Edgar Arceneaux (b. 1972, Los Angeles) works in the fields of drawing, sculpture, installation, performance, and video; often exploring connections between historical events and present-day truths. Arceneaux has had solo exhibitions at such institutions as The Kitchen, Studio Museum Harlem, New York; the Vera List Center at MIT in Cambridge, Mass; Hammer Museum, Los Angeles; The Studio Museum in Harlem and Museum fur Gegenwartskunst in Basel, Switzerland; San Francisco Museum of Modern Art; San Francisco; Museum of Contemporary Art, Linz, Austria.

His work has also been presented at the Museum of Modern Art, New York; Astrup Fearnley Museum of Art, Oslo; San Diego Museum of Contemporary Art; Bronx Museum, New York; Museum of Contemporary Art, Los Angeles; Performa 15, New York; Whitney Museum, New York, and MIT List Visual Arts Center, Cambridge, Massachusetts, among other venues.
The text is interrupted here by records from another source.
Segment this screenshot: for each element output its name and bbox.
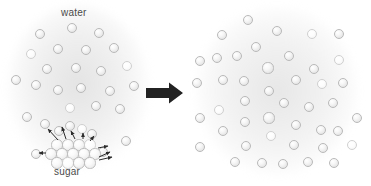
dissolved-molecule [192, 78, 202, 88]
dissolution-arrow [98, 146, 108, 148]
dissolved-molecule [338, 78, 348, 88]
label-water: water [61, 7, 86, 18]
dissolved-molecule [262, 62, 273, 73]
dissolved-molecule [217, 30, 227, 40]
dissolved-molecule [272, 26, 282, 36]
dissolved-molecule [334, 55, 344, 65]
dissolved-molecule [303, 157, 313, 167]
dissolved-molecule [218, 75, 228, 85]
dissolved-molecule [317, 79, 327, 89]
dissolution-arrow [90, 136, 94, 141]
dissolved-molecule [232, 51, 242, 61]
dissolved-molecule [239, 76, 249, 86]
dissolved-molecule [309, 64, 319, 74]
dissolution-arrow [48, 129, 58, 140]
dissolution-arrow [62, 127, 66, 139]
dissolved-molecule [333, 126, 343, 136]
dissolved-molecule [278, 159, 288, 169]
dissolved-molecule [257, 158, 267, 168]
dissolved-molecule [291, 120, 301, 130]
dissolved-molecule [329, 158, 339, 168]
dissolved-molecule [195, 142, 205, 152]
dissolved-molecule [263, 112, 274, 123]
dissolved-molecule [214, 105, 224, 115]
dissolved-molecule [240, 96, 250, 106]
dissolved-molecule [212, 53, 222, 63]
dissolved-molecule [304, 102, 314, 112]
dissolution-arrow [71, 131, 75, 139]
dissolved-molecule [251, 42, 261, 52]
dissolution-arrow [99, 152, 110, 157]
dissolved-molecule [352, 113, 362, 123]
dissolved-molecule [289, 140, 299, 150]
dissolved-molecule [279, 98, 289, 108]
dissolved-molecule [318, 143, 328, 153]
dissolved-molecule [328, 98, 338, 108]
dissolved-molecule [284, 51, 294, 61]
dissolved-molecule [241, 141, 251, 151]
dissolved-molecule [307, 29, 317, 39]
dissolved-molecule [230, 157, 240, 167]
dissolved-molecule [291, 75, 301, 85]
transition-arrow-icon [145, 80, 185, 106]
dissolved-molecule [347, 140, 357, 150]
dissolved-molecule [316, 125, 326, 135]
dissolved-molecule [266, 131, 276, 141]
dissolution-arrow [99, 157, 112, 160]
panel-after-dissolving [185, 0, 371, 186]
dissolved-molecule [195, 113, 205, 123]
dissolved-molecule [334, 29, 344, 39]
dissolved-molecule [240, 117, 250, 127]
dissolved-molecule [243, 15, 253, 25]
dissolved-molecule [218, 126, 228, 136]
dissolved-molecule [264, 86, 274, 96]
dissolved-molecule [195, 56, 205, 66]
diagram-canvas: water sugar [0, 0, 371, 186]
label-sugar: sugar [54, 166, 80, 177]
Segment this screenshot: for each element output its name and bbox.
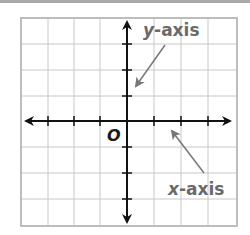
x-axis-label: x-axis [167, 179, 224, 199]
origin-label: O [107, 126, 121, 145]
y-axis-label: y-axis [143, 20, 200, 40]
coordinate-plane: O y-axis x-axis [0, 0, 250, 235]
x-axis-pointer-arrow [172, 131, 204, 173]
y-axis-pointer-arrow [136, 45, 165, 86]
y-axis-suffix: -axis [154, 20, 199, 40]
x-axis-suffix: -axis [179, 179, 224, 199]
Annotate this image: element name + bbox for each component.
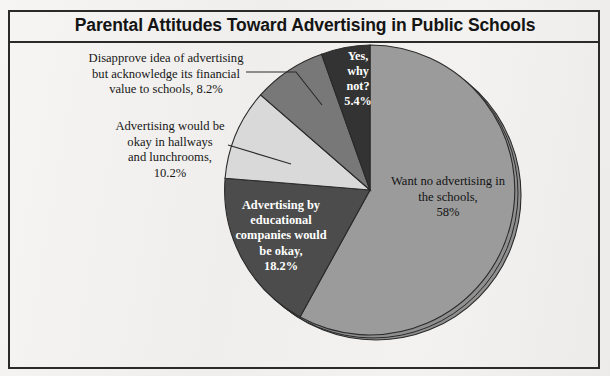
slice-label-yes-why-not: Yes, why not? 5.4%	[336, 49, 380, 109]
chart-title: Parental Attitudes Toward Advertising in…	[0, 15, 610, 36]
callout-label-hallways-lunchrooms: Advertising would be okay in hallways an…	[86, 119, 254, 181]
chart-page: Parental Attitudes Toward Advertising in…	[0, 0, 610, 376]
frame-bottom-border	[8, 367, 600, 369]
callout-label-disapprove-financial-value: Disapprove idea of advertising but ackno…	[62, 51, 270, 98]
frame-top-border	[8, 10, 600, 12]
slice-label-want-no-advertising: Want no advertising in the schools, 58%	[390, 174, 506, 221]
frame-right-border	[598, 10, 600, 369]
pie-chart-area: Disapprove idea of advertising but ackno…	[10, 43, 598, 367]
slice-label-educational-companies: Advertising by educational companies wou…	[210, 198, 352, 274]
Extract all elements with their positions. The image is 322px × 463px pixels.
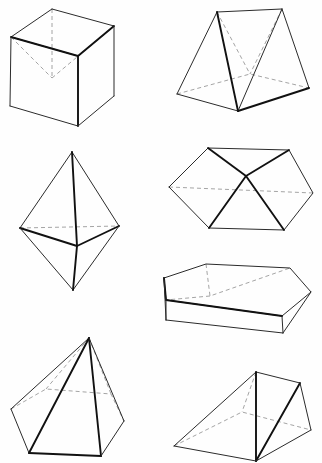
figure-background: [0, 0, 322, 463]
polyhedra-figure-canvas: [0, 0, 322, 463]
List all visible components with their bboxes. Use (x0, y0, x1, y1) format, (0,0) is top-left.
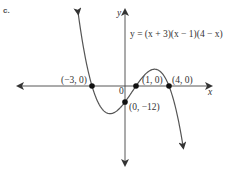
x-axis-label: x (207, 87, 213, 97)
key-point-0 (89, 83, 95, 89)
point-label-1: (1, 0) (142, 75, 163, 86)
key-point-3 (122, 99, 128, 105)
cubic-graph: y x 0 y = (x + 3)(x − 1)(4 − x) (−3, 0) … (0, 0, 229, 169)
point-label-y-intercept: (0, −12) (129, 102, 160, 113)
equation-label: y = (x + 3)(x − 1)(4 − x) (130, 29, 223, 40)
point-label-4: (4, 0) (172, 75, 193, 86)
key-point-1 (133, 83, 139, 89)
origin-label: 0 (119, 86, 124, 96)
key-point-2 (166, 83, 172, 89)
point-label-neg3: (−3, 0) (61, 75, 87, 86)
y-axis-label: y (116, 8, 122, 18)
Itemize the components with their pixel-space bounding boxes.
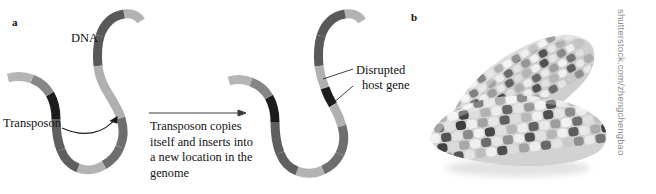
segment-r-inserted-transposon [325, 88, 333, 105]
variegated-corn-photo [418, 16, 618, 182]
segment-light-tip-top [124, 14, 141, 21]
corn-cob-front [418, 16, 618, 182]
segment-r-dark-lower-left [280, 153, 297, 171]
segment-r-mid-gray-left [251, 82, 269, 97]
leader-line-upper [323, 69, 353, 79]
segment-light-tip-left [8, 77, 32, 79]
segment-r-transposon-black [269, 97, 275, 122]
figure-root: a [0, 0, 656, 194]
segment-mid-gray-left [32, 79, 50, 94]
segment-r-dark-upper-2 [318, 36, 321, 66]
segment-r-light-host-gene [319, 66, 325, 88]
segment-r-light-bottom-curve [297, 170, 323, 173]
segment-light-bottom-curve [78, 165, 104, 170]
segment-light-upper-mid-2 [108, 93, 121, 118]
disrupted-host-gene-label-line1: Disrupted [356, 63, 405, 77]
segment-light-upper-mid [98, 66, 108, 93]
segment-r-light-tip-left [229, 80, 251, 82]
leader-line-lower [332, 86, 353, 104]
image-credit: shutterstock.com/zhengchengbao [616, 9, 627, 155]
segment-dark-mid-2 [104, 147, 120, 165]
segment-r-dark-mid-2 [323, 154, 340, 170]
segment-r-light-tip-top [345, 14, 362, 21]
disrupted-gene-leader-lines [323, 69, 353, 104]
transposon-label: Transposon [3, 116, 61, 131]
dna-label: DNA [71, 31, 98, 46]
panel-a-letter: a [12, 17, 18, 28]
segment-r-dark-mid [340, 126, 344, 154]
segment-r-light-host-gene-lower [333, 105, 342, 126]
panel-b-letter: b [411, 12, 417, 23]
segment-dark-upper [100, 14, 124, 36]
process-arrow [149, 110, 246, 116]
process-caption: Transposon copies itself and inserts int… [150, 119, 258, 181]
transposon-copy-arrow [62, 117, 118, 133]
segment-dark-mid [120, 118, 123, 147]
segment-dark-lower-left [61, 150, 78, 168]
segment-r-dark-upper [321, 14, 345, 36]
segment-r-dark-lower-left-2 [275, 122, 280, 153]
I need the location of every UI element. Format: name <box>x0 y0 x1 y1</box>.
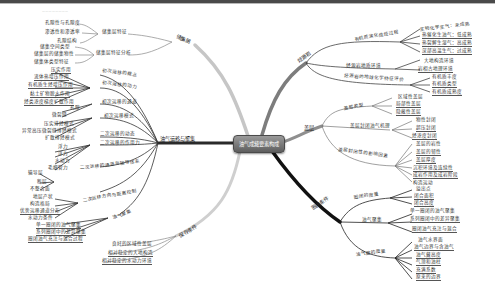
migration-leaf[interactable]: 浮力 <box>58 151 68 157</box>
reservoir-leaf[interactable]: 储集空间类型 <box>40 44 70 50</box>
caprock-leaf[interactable]: 物性封闭 <box>416 117 436 123</box>
migration-leaf[interactable]: 微裂缝 <box>52 112 67 118</box>
reservoir-leaf[interactable]: 储集体类型特征 <box>34 59 69 65</box>
trap-leaf[interactable]: 圈闭油气充注与混合 <box>412 226 457 233</box>
migration-leaf[interactable]: 输导层 <box>28 170 43 176</box>
trap-leaf[interactable]: 系列圈闭中的差异聚集 <box>410 216 460 223</box>
migration-leaf[interactable]: 水动力 <box>55 158 70 164</box>
migration-leaf[interactable]: 毛细管力 <box>48 165 68 171</box>
caprock-leaf[interactable]: 隐蔽性盖层 <box>396 109 421 116</box>
reservoir-leaf[interactable]: 储集层的储集物性 <box>34 51 74 57</box>
caprock-leaf[interactable]: 盖层的岩性 <box>416 141 441 147</box>
migration-leaf[interactable]: 圈闭油气充注与混合过程 <box>28 236 83 243</box>
migration-leaf[interactable]: 压实排烃模式 <box>44 121 74 127</box>
migration-leaf[interactable]: 浮力 <box>58 144 68 150</box>
migration-group[interactable]: 二次运移的动态 <box>100 131 135 137</box>
migration-group[interactable]: 初次运移模式 <box>104 113 134 119</box>
reservoir-group[interactable]: 储集层特征分析 <box>96 50 131 56</box>
caprock-leaf[interactable]: 区域性盖层 <box>398 94 423 100</box>
reservoir-group[interactable]: 储集层特征 <box>102 29 127 35</box>
caprock-leaf[interactable]: 盖层的韧性 <box>416 149 441 156</box>
source-leaf[interactable]: 有机质类型 <box>432 81 457 88</box>
caprock-leaf[interactable]: 沉积环境及连续性 <box>413 165 453 172</box>
preservation-leaf[interactable]: 相对稳定的水动力环境 <box>102 258 152 265</box>
migration-group[interactable]: 二次运移的作用力 <box>100 140 140 146</box>
mind-map-canvas: ———————— <box>0 0 495 291</box>
caprock-leaf[interactable]: 盖层厚度 <box>416 157 436 164</box>
migration-leaf[interactable]: 烃类浓度梯度扩散作用 <box>24 99 74 106</box>
caprock-leaf[interactable]: 超压封闭 <box>416 125 436 132</box>
trap-group[interactable]: 油气聚集 <box>362 217 382 223</box>
source-leaf[interactable]: 有机质成熟度 <box>432 89 462 96</box>
migration-leaf[interactable]: 流体热增压作用 <box>34 74 69 81</box>
center-topic[interactable]: 油气成藏要素构成 <box>233 135 285 153</box>
migration-leaf[interactable]: 异常高压微裂缝排烃模式 <box>22 128 77 134</box>
trap-leaf[interactable]: 闭合高度 <box>414 200 434 207</box>
preservation-leaf[interactable]: 良好的区域性盖层 <box>112 241 152 247</box>
reservoir-leaf[interactable]: 孔隙性与孔隙度 <box>45 20 80 26</box>
source-leaf[interactable]: 热催化生油气：低成熟 <box>422 32 472 39</box>
preservation-leaf[interactable]: 相对稳定的大地构造 <box>108 250 153 257</box>
migration-leaf[interactable]: 黏土矿物脱水作用 <box>30 91 70 98</box>
migration-leaf[interactable]: 孔隙 <box>70 105 80 111</box>
migration-leaf[interactable]: 压实作用 <box>51 67 71 74</box>
trap-leaf[interactable]: 气顶和油柱 <box>416 259 441 266</box>
migration-leaf[interactable]: 系列圈闭中的差异聚集 <box>36 229 86 236</box>
source-leaf[interactable]: 岩相古地理环境 <box>418 66 453 73</box>
trap-leaf[interactable]: 溢出点 <box>416 186 431 192</box>
trap-leaf[interactable]: 充满系数 <box>416 267 436 274</box>
migration-leaf[interactable]: 扩散排烃模式 <box>45 135 75 141</box>
source-group[interactable]: 烃源岩地质环境 <box>346 63 381 69</box>
trap-leaf[interactable]: 油气藏高度 <box>416 252 441 259</box>
migration-leaf[interactable]: 不整合面 <box>30 186 50 192</box>
reservoir-leaf[interactable]: 渗透性和渗透率 <box>45 29 80 35</box>
caprock-group[interactable]: 盖层封闭油气机理 <box>350 123 390 129</box>
migration-leaf[interactable]: 优势运移通道分布 <box>20 208 60 215</box>
source-leaf[interactable]: 大地构造环境 <box>424 58 454 64</box>
branch-caprock[interactable]: 盖层 <box>304 125 314 131</box>
trap-leaf[interactable]: 油气边界与含油气 <box>414 244 454 251</box>
migration-leaf[interactable]: 有机质生烃增压作用 <box>28 82 73 89</box>
migration-group[interactable]: 初次运移的通道 <box>102 99 137 105</box>
source-leaf[interactable]: 热裂解生湿气：高成熟 <box>422 40 472 47</box>
trap-leaf[interactable]: 单一圈闭的油气聚集 <box>410 208 455 214</box>
trap-leaf[interactable]: 闭合面积 <box>414 193 434 200</box>
caprock-leaf[interactable]: 烃浓度封闭 <box>412 133 437 140</box>
migration-leaf[interactable]: 水动力条件 <box>28 215 53 221</box>
source-leaf[interactable]: 深部高温生气：过成熟 <box>422 48 472 55</box>
migration-leaf[interactable]: 地层产状 <box>33 194 53 200</box>
caprock-leaf[interactable]: 局部性盖层 <box>396 101 421 108</box>
caprock-leaf[interactable]: 成岩作用及成岩阶段 <box>413 172 458 179</box>
branch-migration[interactable]: 油气运移与聚集 <box>160 136 195 142</box>
migration-leaf[interactable]: 单一圈闭的油气聚集 <box>36 222 81 229</box>
source-leaf[interactable]: 有机质丰度 <box>432 74 457 80</box>
migration-leaf[interactable]: 构造格局 <box>30 201 50 207</box>
migration-leaf[interactable]: 断层 <box>37 179 47 185</box>
trap-leaf[interactable]: 油气水界面 <box>418 237 443 243</box>
trap-leaf[interactable]: 原来的边界 <box>416 274 441 281</box>
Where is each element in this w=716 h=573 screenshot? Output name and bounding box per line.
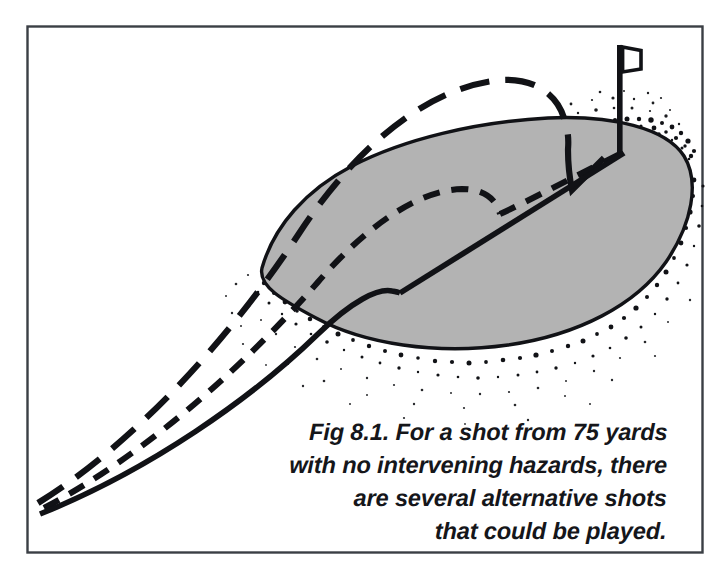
flag-banner	[623, 47, 641, 72]
figure-container: Fig 8.1. For a shot from 75 yards with n…	[0, 0, 716, 573]
golf-shot-diagram: Fig 8.1. For a shot from 75 yards with n…	[0, 0, 716, 573]
caption-line-4: that could be played.	[435, 518, 667, 544]
caption-line-3: are several alternative shots	[353, 485, 667, 511]
caption-line-2: with no intervening hazards, there	[289, 452, 667, 478]
caption-line-1: Fig 8.1. For a shot from 75 yards	[309, 419, 668, 445]
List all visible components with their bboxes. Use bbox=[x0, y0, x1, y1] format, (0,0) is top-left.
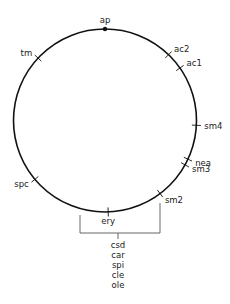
marker-label-ery: ery bbox=[101, 216, 115, 226]
gene-list: csd car spi cle ole bbox=[111, 240, 126, 290]
marker-label-sm4: sm4 bbox=[204, 121, 222, 131]
origin-label: ap bbox=[100, 15, 111, 25]
marker-label-sm3: sm3 bbox=[192, 164, 210, 174]
marker-label-tm: tm bbox=[21, 48, 33, 58]
gene-label: spi bbox=[112, 260, 124, 270]
marker-label-ac2: ac2 bbox=[174, 44, 189, 54]
gene-label: ole bbox=[112, 280, 125, 290]
gene-cluster-bracket bbox=[80, 203, 160, 239]
circular-map: ap tmac2ac1sm4neasm3sm2eryspc csd car sp… bbox=[0, 0, 230, 304]
marker-tick-sm2 bbox=[157, 190, 162, 197]
marker-label-sm2: sm2 bbox=[165, 195, 183, 205]
markers-group: tmac2ac1sm4neasm3sm2eryspc bbox=[14, 44, 222, 226]
marker-tick-ac1 bbox=[176, 65, 183, 70]
gene-label: car bbox=[111, 250, 125, 260]
chromosome-circle bbox=[14, 29, 197, 212]
marker-label-spc: spc bbox=[14, 179, 29, 189]
gene-label: cle bbox=[112, 270, 124, 280]
gene-label: csd bbox=[111, 240, 126, 250]
marker-label-ac1: ac1 bbox=[187, 58, 202, 68]
origin-dot bbox=[103, 27, 107, 31]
The artist’s work resides in such collections as the Whitney Museum, New York; Museum of Modern Art, New York; Hammer Museum, Los Angeles; Ludwig Museum, Cologne; Walker Art Center, Minneapolis; Orange County Museum of Art, and Los Angeles County Museum of Art. Arceneaux attended the California Institute of the Arts (MFA, 2001), Fachhochschule Aachen (2000), the Skowhegan School of Painting and Sculpture (1999), and Art Center College of Design (BFA, 1996). Arceneaux’s new play Boney Manilli will premiere in the US in 2022 at the Center for the Art of Performance at UCLA. Arceneaux received the prestigious Mike Kelley Foundation Award in 2019 and the COLA Individual Artist Fellowship in 2020. He serves on the Board of Directors at Creative Capital and is an Associate Professor of Art at the Roski School of Art and Design, USC.